PF-03-0006

The Hall Effect and Photoevaporative Outflows on Protoplanetary Disks

Eleftheria Sarafidou, Oliver Gressel, Giovanni Picogna, Barbara Ercolano

Understanding the evolution of the planet forming inner regions of circumstellar disks is one of the most prominent astrophysical problems. There are two fundamental drivers of disk evolution, which will ultimately lead to the dispersal of the disk on timescales comparable to the observational constraints. The first is photoevaporation (see, e.g., Alexander et al. 2013; Ercolano and Pascucci 2017) i.e., the dispersal of protoplanetary disks (PPDs) via winds driven by thermochemical heating through X-rays, extreme/far-ultraviolet radiation (EUV/FUV) driven winds that are primarily associated with mass loss. The second driver is accretion of the disk material onto the central star through the redistribution of angular momentum (see, e.g.,Königl and Salmeron 2010; Turner et al. 2014; Frank et al. 2014). Additionally, when considering the detailed ionization structure in the inner regions of PPDs, it is clear that the three non ideal magnetohydrodynamic (MHD) effects have also to be taken into account. Large stretches of the disk are expected to remain laminar due to the combined dissipative effect of ambipolar diffusion and ohmic resistivity (Bai and Stone 2013; Bai 2013), whereas in regions where the Hall effect is dominant, the Hall-shear instability can nevertheless amplify large-scale horizontal magnetic field and provide a means for non-turbulent accretion. We are producing computer models of the inner regions of PPDs, by extending the non-ideal MHD model of Gressel et al. (2020), taking into account radiative, thermodynamic and non-ideal magnetohydrodynamic aspects simultaneously. We perform global axisymmetric MHD simulations of combined photoevaporative (including X-ray and FUV) and magnetocentrifugal disk outflows, including a self-consistent temperature and ionization structure parametrization (Picogna et al. 2019). The mass outflow and accretion rates of our models are examined, as well as the evolution of the poloidal magnetic field lines threading the disk.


◆ **Directions**
Repeat the data exactly, leaving out any image.

◆ **Provided records**
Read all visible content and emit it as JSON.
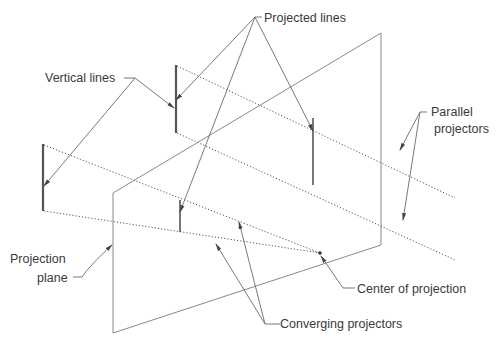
{
  "diagram": {
    "type": "projection-diagram",
    "labels": {
      "projected_lines": "Projected lines",
      "vertical_lines": "Vertical lines",
      "parallel_projectors_1": "Parallel",
      "parallel_projectors_2": "projectors",
      "projection_plane_1": "Projection",
      "projection_plane_2": "plane",
      "center_of_projection": "Center of projection",
      "converging_projectors": "Converging projectors"
    },
    "colors": {
      "line": "#7a7a7a",
      "object_line": "#555555",
      "text": "#3a3a3a",
      "background": "#ffffff"
    }
  }
}
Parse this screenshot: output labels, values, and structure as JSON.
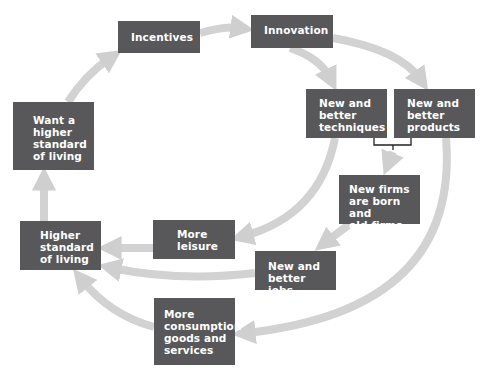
{
  "diagram": {
    "type": "cycle-flow",
    "colors": {
      "box_fill": "#58585a",
      "box_text": "#ffffff",
      "arrow": "#cfcfcf",
      "bracket": "#222222"
    },
    "nodes": [
      {
        "id": "incentives",
        "label": "Incentives"
      },
      {
        "id": "innovation",
        "label": "Innovation"
      },
      {
        "id": "techniques",
        "label": "New and\nbetter\ntechniques"
      },
      {
        "id": "products",
        "label": "New and\nbetter\nproducts"
      },
      {
        "id": "firms",
        "label": "New firms\nare born and\nold firms die"
      },
      {
        "id": "leisure",
        "label": "More\nleisure"
      },
      {
        "id": "jobs",
        "label": "New and\nbetter jobs"
      },
      {
        "id": "higher_sol",
        "label": "Higher\nstandard\nof living"
      },
      {
        "id": "want_sol",
        "label": "Want a\nhigher\nstandard\nof living"
      },
      {
        "id": "consumption",
        "label": "More\nconsumption\ngoods and\nservices"
      }
    ],
    "edges": [
      [
        "incentives",
        "innovation"
      ],
      [
        "innovation",
        "techniques"
      ],
      [
        "innovation",
        "products"
      ],
      [
        "techniques+products",
        "firms"
      ],
      [
        "techniques",
        "leisure"
      ],
      [
        "firms",
        "jobs"
      ],
      [
        "products",
        "consumption"
      ],
      [
        "leisure",
        "higher_sol"
      ],
      [
        "jobs",
        "higher_sol"
      ],
      [
        "consumption",
        "higher_sol"
      ],
      [
        "higher_sol",
        "want_sol"
      ],
      [
        "want_sol",
        "incentives"
      ]
    ]
  }
}
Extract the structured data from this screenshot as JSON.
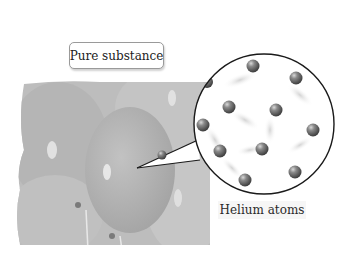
{
  "figure": {
    "top_label": "Pure substance",
    "magnified_label": "Helium atoms",
    "photo_subject": "Bunch of helium balloons",
    "colors": {
      "photo_gray": "#b4b4b4",
      "circle_border": "#1a1a1a",
      "atom": "#6e6e6e"
    },
    "magnifier": {
      "cx": 264,
      "cy": 124,
      "r": 70
    },
    "atoms": [
      {
        "x": 253,
        "y": 66
      },
      {
        "x": 296,
        "y": 78
      },
      {
        "x": 207,
        "y": 82
      },
      {
        "x": 229,
        "y": 107
      },
      {
        "x": 276,
        "y": 110
      },
      {
        "x": 203,
        "y": 125
      },
      {
        "x": 313,
        "y": 130
      },
      {
        "x": 220,
        "y": 151
      },
      {
        "x": 262,
        "y": 149
      },
      {
        "x": 245,
        "y": 180
      },
      {
        "x": 295,
        "y": 172
      },
      {
        "x": 162,
        "y": 155
      }
    ]
  }
}
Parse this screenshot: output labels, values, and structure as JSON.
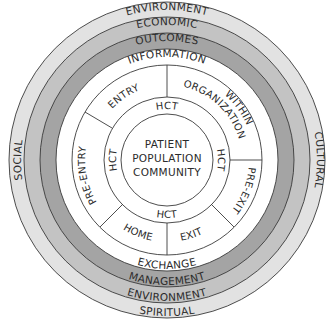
{
  "diagram": {
    "center": {
      "text_lines": [
        "PATIENT",
        "POPULATION",
        "COMMUNITY"
      ]
    },
    "hct_ring": {
      "labels": [
        "HCT",
        "HCT",
        "HCT",
        "HCT"
      ]
    },
    "segment_ring": {
      "segments": [
        {
          "id": "entry",
          "label": "ENTRY"
        },
        {
          "id": "within-organization",
          "label_lines": [
            "WITHIN",
            "ORGANIZATION"
          ]
        },
        {
          "id": "pre-exit",
          "label": "PRE-EXIT"
        },
        {
          "id": "exit",
          "label": "EXIT"
        },
        {
          "id": "home",
          "label": "HOME"
        },
        {
          "id": "pre-entry",
          "label": "PRE-ENTRY"
        }
      ]
    },
    "information_ring": {
      "top": "INFORMATION",
      "bottom": "EXCHANGE"
    },
    "outcomes_ring": {
      "top": "OUTCOMES",
      "bottom": "MANAGEMENT"
    },
    "economic_ring": {
      "top": "ECONOMIC",
      "bottom": "ENVIRONMENT"
    },
    "outer_ring": {
      "top": "ENVIRONMENT",
      "bottom": "SPIRITUAL",
      "left": "SOCIAL",
      "right": "CULTURAL"
    },
    "colors": {
      "outer_ring": "#e2e2e2",
      "economic_ring": "#c3c3c3",
      "outcomes_ring": "#a4a4a4",
      "inner_rings": "#ffffff",
      "stroke": "#3a3a3a",
      "text": "#2b2b2b"
    }
  }
}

◆ **Written solution**
Read all visible content and emit it as JSON.
{
  "diagram": {
    "type": "projection-diagram",
    "labels": {
      "projected_lines": "Projected lines",
      "vertical_lines": "Vertical lines",
      "parallel_projectors_1": "Parallel",
      "parallel_projectors_2": "projectors",
      "projection_plane_1": "Projection",
      "projection_plane_2": "plane",
      "center_of_projection": "Center of projection",
      "converging_projectors": "Converging projectors"
    },
    "colors": {
      "line": "#7a7a7a",
      "object_line": "#555555",
      "text": "#3a3a3a",
      "background": "#ffffff"
    }
  }
}
Parse this screenshot: output labels, values, and structure as JSON.
{
  "diagram": {
    "type": "cycle-flow",
    "colors": {
      "box_fill": "#58585a",
      "box_text": "#ffffff",
      "arrow": "#cfcfcf",
      "bracket": "#222222"
    },
    "nodes": [
      {
        "id": "incentives",
        "label": "Incentives"
      },
      {
        "id": "innovation",
        "label": "Innovation"
      },
      {
        "id": "techniques",
        "label": "New and\nbetter\ntechniques"
      },
      {
        "id": "products",
        "label": "New and\nbetter\nproducts"
      },
      {
        "id": "firms",
        "label": "New firms\nare born and\nold firms die"
      },
      {
        "id": "leisure",
        "label": "More\nleisure"
      },
      {
        "id": "jobs",
        "label": "New and\nbetter jobs"
      },
      {
        "id": "higher_sol",
        "label": "Higher\nstandard\nof living"
      },
      {
        "id": "want_sol",
        "label": "Want a\nhigher\nstandard\nof living"
      },
      {
        "id": "consumption",
        "label": "More\nconsumption\ngoods and\nservices"
      }
    ],
    "edges": [
      [
        "incentives",
        "innovation"
      ],
      [
        "innovation",
        "techniques"
      ],
      [
        "innovation",
        "products"
      ],
      [
        "techniques+products",
        "firms"
      ],
      [
        "techniques",
        "leisure"
      ],
      [
        "firms",
        "jobs"
      ],
      [
        "products",
        "consumption"
      ],
      [
        "leisure",
        "higher_sol"
      ],
      [
        "jobs",
        "higher_sol"
      ],
      [
        "consumption",
        "higher_sol"
      ],
      [
        "higher_sol",
        "want_sol"
      ],
      [
        "want_sol",
        "incentives"
      ]
    ]
  }
}
Extract the structured data from this screenshot as JSON.
{
  "figure": {
    "top_label": "Pure substance",
    "magnified_label": "Helium atoms",
    "photo_subject": "Bunch of helium balloons",
    "colors": {
      "photo_gray": "#b4b4b4",
      "circle_border": "#1a1a1a",
      "atom": "#6e6e6e"
    },
    "magnifier": {
      "cx": 264,
      "cy": 124,
      "r": 70
    },
    "atoms": [
      {
        "x": 253,
        "y": 66
      },
      {
        "x": 296,
        "y": 78
      },
      {
        "x": 207,
        "y": 82
      },
      {
        "x": 229,
        "y": 107
      },
      {
        "x": 276,
        "y": 110
      },
      {
        "x": 203,
        "y": 125
      },
      {
        "x": 313,
        "y": 130
      },
      {
        "x": 220,
        "y": 151
      },
      {
        "x": 262,
        "y": 149
      },
      {
        "x": 245,
        "y": 180
      },
      {
        "x": 295,
        "y": 172
      },
      {
        "x": 162,
        "y": 155
      }
    ]
  }
}
Parse this screenshot: output labels, values, and structure as JSON.
{
  "diagram": {
    "center": {
      "text_lines": [
        "PATIENT",
        "POPULATION",
        "COMMUNITY"
      ]
    },
    "hct_ring": {
      "labels": [
        "HCT",
        "HCT",
        "HCT",
        "HCT"
      ]
    },
    "segment_ring": {
      "segments": [
        {
          "id": "entry",
          "label": "ENTRY"
        },
        {
          "id": "within-organization",
          "label_lines": [
            "WITHIN",
            "ORGANIZATION"
          ]
        },
        {
          "id": "pre-exit",
          "label": "PRE-EXIT"
        },
        {
          "id": "exit",
          "label": "EXIT"
        },
        {
          "id": "home",
          "label": "HOME"
        },
        {
          "id": "pre-entry",
          "label": "PRE-ENTRY"
        }
      ]
    },
    "information_ring": {
      "top": "INFORMATION",
      "bottom": "EXCHANGE"
    },
    "outcomes_ring": {
      "top": "OUTCOMES",
      "bottom": "MANAGEMENT"
    },
    "economic_ring": {
      "top": "ECONOMIC",
      "bottom": "ENVIRONMENT"
    },
    "outer_ring": {
      "top": "ENVIRONMENT",
      "bottom": "SPIRITUAL",
      "left": "SOCIAL",
      "right": "CULTURAL"
    },
    "colors": {
      "outer_ring": "#e2e2e2",
      "economic_ring": "#c3c3c3",
      "outcomes_ring": "#a4a4a4",
      "inner_rings": "#ffffff",
      "stroke": "#3a3a3a",
      "text": "#2b2b2b"
    }
  }
}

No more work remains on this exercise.